President Trump confirmed on December 10, 2025, that U.S. forces have seized a very large oil tanker off the coast of Venezuela, calling it the largest tanker ever taken in such an action. The announcement signals a dramatic escalation in Washington’s effort to squeeze Nicolás Maduro’s illegitimate regime and choke off illicit revenue streams.
U.S. officials say the operation was led by the Coast Guard with Navy support and came amid the biggest American military buildup in the region in decades, including carriers, fighter jets, and a large troop presence. That show of force underscores that this administration is willing to pair legal enforcement with unmistakable military deterrence.
This seizure is the latest move in a months-long pressure campaign that has included strikes on suspected drug-smuggling vessels and other measures aimed at crippling the criminal networks propping up Maduro. Critics will howl about escalation, but the reality is that disorder and narcoterrorism have been allowed to metastasize under softer policies; firmness is the only credible alternative.
Remember what’s at stake: Venezuela still sits on the world’s largest proven oil reserves, and its energy exports have funded tyranny and empowered hostile actors. Disrupting those revenue flows is not greed, it’s national security—cutting off the cash that props up a corrupt, brutal regime and its foreign backers.
For too long American policy toward Latin America swung between naïveté and weak appeasement, leaving our interests exposed and our southern neighborhood insecure. This administration is finally treating illicit oil trade and narcotrafficking as the strategic problems they are, pushing back where previous leaders would have looked the other way and hoped for the best.
Legal questions will be raised, and they should be—so long as the Justice Department and Congress insist on transparency and a clear legal basis for action. Officials have described the operation as a judicial enforcement action against a stateless vessel, not a rogue military grab, and that distinction matters as we defend the rule of law while protecting American security.
Patriots who want a safe, sovereign America should welcome a government that acts rather than retreads the tired playbook of surrender to kleptocrats. If this boldness deters narcoterrorists, protects energy interests, and hastens the downfall of Maduro’s criminal enterprise, then bold it should be—because the world respects strength, and liberty depends on it.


Task goal
Which lines of the records below contain the string "указано"? Report each of them.

[Items listed in a dataset]
---------------
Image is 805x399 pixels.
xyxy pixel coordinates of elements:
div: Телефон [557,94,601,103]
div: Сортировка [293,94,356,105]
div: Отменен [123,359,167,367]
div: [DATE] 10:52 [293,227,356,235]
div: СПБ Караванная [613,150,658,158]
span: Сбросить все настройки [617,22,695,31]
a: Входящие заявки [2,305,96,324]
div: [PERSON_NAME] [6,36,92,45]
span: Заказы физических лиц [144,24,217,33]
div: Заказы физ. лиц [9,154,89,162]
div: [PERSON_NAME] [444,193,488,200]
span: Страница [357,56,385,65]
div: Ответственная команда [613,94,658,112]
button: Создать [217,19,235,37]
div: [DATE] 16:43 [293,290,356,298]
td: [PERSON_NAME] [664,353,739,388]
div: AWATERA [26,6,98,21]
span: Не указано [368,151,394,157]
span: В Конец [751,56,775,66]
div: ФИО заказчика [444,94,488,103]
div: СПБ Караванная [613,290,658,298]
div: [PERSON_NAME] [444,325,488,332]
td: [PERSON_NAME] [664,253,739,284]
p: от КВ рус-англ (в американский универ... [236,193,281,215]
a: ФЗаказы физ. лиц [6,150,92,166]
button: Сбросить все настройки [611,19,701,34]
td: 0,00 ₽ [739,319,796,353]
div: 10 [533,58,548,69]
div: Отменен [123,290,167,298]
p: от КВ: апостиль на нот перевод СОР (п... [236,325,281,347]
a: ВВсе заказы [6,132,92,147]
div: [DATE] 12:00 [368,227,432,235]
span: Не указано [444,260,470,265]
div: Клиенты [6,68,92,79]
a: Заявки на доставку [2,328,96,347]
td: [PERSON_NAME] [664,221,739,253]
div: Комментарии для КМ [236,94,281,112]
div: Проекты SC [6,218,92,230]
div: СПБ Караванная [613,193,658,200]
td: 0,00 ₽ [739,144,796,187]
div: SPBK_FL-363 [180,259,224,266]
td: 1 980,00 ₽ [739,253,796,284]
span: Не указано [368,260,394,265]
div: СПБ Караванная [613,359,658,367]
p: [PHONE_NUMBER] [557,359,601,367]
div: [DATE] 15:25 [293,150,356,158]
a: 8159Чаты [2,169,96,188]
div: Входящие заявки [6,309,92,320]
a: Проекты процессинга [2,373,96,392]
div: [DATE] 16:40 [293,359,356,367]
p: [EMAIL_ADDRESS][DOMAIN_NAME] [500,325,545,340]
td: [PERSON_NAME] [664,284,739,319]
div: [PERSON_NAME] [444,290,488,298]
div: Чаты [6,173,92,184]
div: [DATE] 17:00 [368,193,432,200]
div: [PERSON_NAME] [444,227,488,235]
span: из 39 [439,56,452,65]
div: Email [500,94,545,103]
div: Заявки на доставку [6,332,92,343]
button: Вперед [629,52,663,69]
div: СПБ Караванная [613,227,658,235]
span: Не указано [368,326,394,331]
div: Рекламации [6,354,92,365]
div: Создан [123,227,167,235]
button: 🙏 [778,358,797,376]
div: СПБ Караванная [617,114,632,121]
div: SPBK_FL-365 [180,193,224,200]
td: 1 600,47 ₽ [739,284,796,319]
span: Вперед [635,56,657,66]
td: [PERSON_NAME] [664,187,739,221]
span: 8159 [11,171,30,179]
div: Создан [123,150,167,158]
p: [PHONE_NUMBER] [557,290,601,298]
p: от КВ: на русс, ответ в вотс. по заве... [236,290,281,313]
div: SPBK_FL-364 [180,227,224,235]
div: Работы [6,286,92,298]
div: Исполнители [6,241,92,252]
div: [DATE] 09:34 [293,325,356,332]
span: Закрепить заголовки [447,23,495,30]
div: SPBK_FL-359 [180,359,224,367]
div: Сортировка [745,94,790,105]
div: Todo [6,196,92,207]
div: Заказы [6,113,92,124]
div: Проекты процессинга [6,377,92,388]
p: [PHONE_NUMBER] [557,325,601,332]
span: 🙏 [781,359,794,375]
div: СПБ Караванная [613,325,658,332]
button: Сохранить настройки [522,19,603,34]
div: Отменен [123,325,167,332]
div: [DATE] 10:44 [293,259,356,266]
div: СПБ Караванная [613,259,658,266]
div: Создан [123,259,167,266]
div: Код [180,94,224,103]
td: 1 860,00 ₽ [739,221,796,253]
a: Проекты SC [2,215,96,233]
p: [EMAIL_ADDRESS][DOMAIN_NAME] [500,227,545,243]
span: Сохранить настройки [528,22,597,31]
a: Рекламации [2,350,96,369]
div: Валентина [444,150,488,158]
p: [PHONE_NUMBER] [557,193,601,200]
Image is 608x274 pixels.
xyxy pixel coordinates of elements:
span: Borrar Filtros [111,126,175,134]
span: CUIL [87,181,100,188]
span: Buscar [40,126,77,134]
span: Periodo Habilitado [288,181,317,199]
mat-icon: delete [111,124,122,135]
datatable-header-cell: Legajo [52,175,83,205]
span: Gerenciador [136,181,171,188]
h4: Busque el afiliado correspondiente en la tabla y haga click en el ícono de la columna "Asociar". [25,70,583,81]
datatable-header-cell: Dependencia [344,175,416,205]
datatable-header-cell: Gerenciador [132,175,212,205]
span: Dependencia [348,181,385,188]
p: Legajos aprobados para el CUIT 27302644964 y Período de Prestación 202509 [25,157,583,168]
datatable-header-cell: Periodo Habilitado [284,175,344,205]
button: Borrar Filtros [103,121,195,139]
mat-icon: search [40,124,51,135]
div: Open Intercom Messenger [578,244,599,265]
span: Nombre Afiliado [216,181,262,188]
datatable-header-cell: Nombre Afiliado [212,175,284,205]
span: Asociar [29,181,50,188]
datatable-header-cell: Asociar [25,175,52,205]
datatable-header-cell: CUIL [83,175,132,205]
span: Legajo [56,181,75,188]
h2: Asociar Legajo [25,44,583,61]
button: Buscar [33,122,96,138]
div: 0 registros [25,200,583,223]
---------------
Answer box
span: Не указано [368,151,394,157]
span: Не указано [444,260,470,265]
span: Не указано [368,260,394,265]
span: Не указано [368,326,394,331]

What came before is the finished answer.